Wal-Mart quite possibly is my favorite all-time store and it was the setting for two of my most memorable middle school stories.
The first story began with me scurrying into the Wal-Mart electronics section to play video games on an after-school visit to the shopping super center. This was a usual occurrence in my family as I would spend 20-30 minutes chilling there until my mom would finish her shopping and come get me. However, this day would be anything but usual…
Something happened to me that I had never experienced before nor experienced since. That afternoon, standing in the middle of Wal-Mart, with no forewarning whatsoever, I lost complete control of my bladder. Yes! I, a 14 year old boy, peed in my pants (and we’re not talking just a little bit…).
I was utterly ashamed at my inadequate ability to control myself and attempted to hide in the corner of the electronics section. I shuddered at the thought of my mom or others seeing me, but I knew I had no other choice but to call out to her for help. Luckily, my mom came to my rescue and led me out of the store as I walked tightly behind her.
I thought this was the worst possible shame I could ever experience, but soon I would find out that this was not the case.
The second story happened only a few short months later back in the very same Wal-Mart. This time I found myself standing in front of my second favorite section in the store – the baseball card aisle. I grew up absolutely loving collecting baseball cards, and I can still readily remember the joys of receiving packs of cards for my birthdays.
However, these satisfactions were not enough for me…
For a short period of time, I followed after the desires of the flesh and began stealing packs of baseball cards, pens, and small toys from shopping centers. After watching several boys from school show off their newest additions, I was sucked in to this new thrill.
This short-lived thrill lasted for about two or three weeks when my mom saw through my deception and caught me red-handed in my room one afternoon after a trip to Wal-Mart with several packs of cards that she did not buy for me. I don’t know if I’ve ever experienced a more shameful moment in my life. I was found out! I was a thief. I was a deceiver. I was a liar.
My mom immediately drove me back to Wal-Mart, made me pay for all of the cards (as well as give them all back), and made me apologize to the store manager. I can still remember the shame of that tearful apology as I had to explain what I had done. Much like my experience of shame for my inadequacy, I felt this time the shame of being fully exposed as a law-breaker.
By now (if you’re still reading and haven’t decided to click on to the next post…) you’re probably wondering how any of this has to do with Paul or Romans or the gospel!
Well, in Romans 1:16-17, Paul poignantly discusses the relationship between shame and the gospel: “For I am not ashamed of the gospel, for it is the power of God for salvation to everyone who believes, to the Jew first and also to the Greek. For in it the righteousness of God is revealed from faith to faith; as it is written, “‘But the righteous man shall live by faith.’”
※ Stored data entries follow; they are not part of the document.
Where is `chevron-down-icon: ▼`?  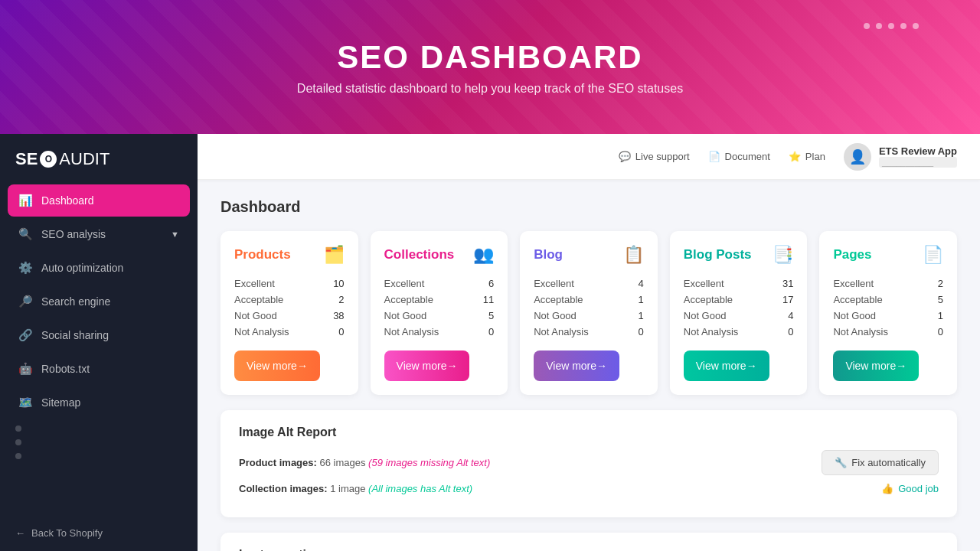 chevron-down-icon: ▼ is located at coordinates (175, 234).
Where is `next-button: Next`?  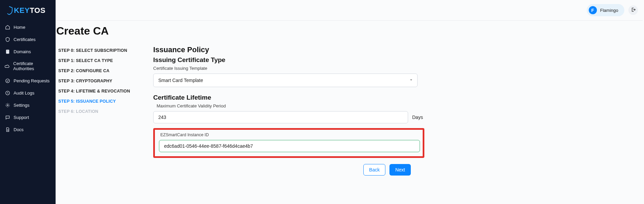
next-button: Next is located at coordinates (400, 170).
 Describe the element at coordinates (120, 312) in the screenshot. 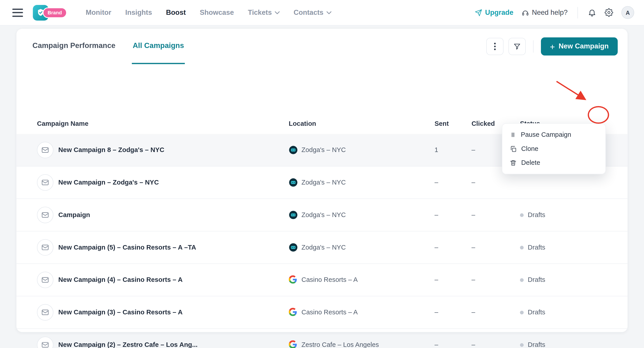

I see `campaign-name: New Campaign (3) – Casino Resorts – A` at that location.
After reading verse 16, though, I immediately want to say, “But how could he not be greatly ashamed?!?!”
I mean, isn’t he aware of who he is and what he’s done? I was ashamed before a Wal-Mart manager for stealing a pack of baseball cards. Paul was responsible before God for the persecution, imprisonment, and most likely death of countless Christians.
If in fact, the gospel is the revelation of the righteousness of God, Paul should be completely and utterly ashamed of his inadequacies and unrighteousness before Him.
Ah! The beauty of the gospel of God is found in the midst of this seemingly insurmountable problem.
Paul explains that the reason why he is unashamed of the gospel is that it is the power of God resulting in salvation for everyone who believes. Even more explicitly, Paul says that this salvation is directly connected with the righteousness of God.
But as already observed, certainly this cannot simply refer to a righteousness that is obtained through the accomplishment of good deeds. Paul is well aware that he is a law-breaker and fails to meet God’s holy standards.
Therefore, the righteousness of God being revealed in the gospel necessarily refers to the righteousness of another, namely the righteousness of Jesus Christ.
The very reason why Paul can confidently stand unashamed of the gospel is that by faith, he has been accredited with a righteousness that is not his own!
The good news of the gospel is that God takes away the shame of our inadequacy and unrighteousness by providing us with a new righteousness that was purchased for us through the sacrificial death of Jesus.
I am not left in the shamefulness of my pee-stained pants or sin-soaked hands, but through my faith in Christ, I have obtained a righteous standing before God! Jesus Christ bore my shame on the cross that I myself might stand unashamed before the Father clothed in His perfect, spotless righteousness.
For this reason and this reason alone, I stand alongside Paul and proclaim, “I am not ashamed of the gospel, for it is the power of God for my salvation!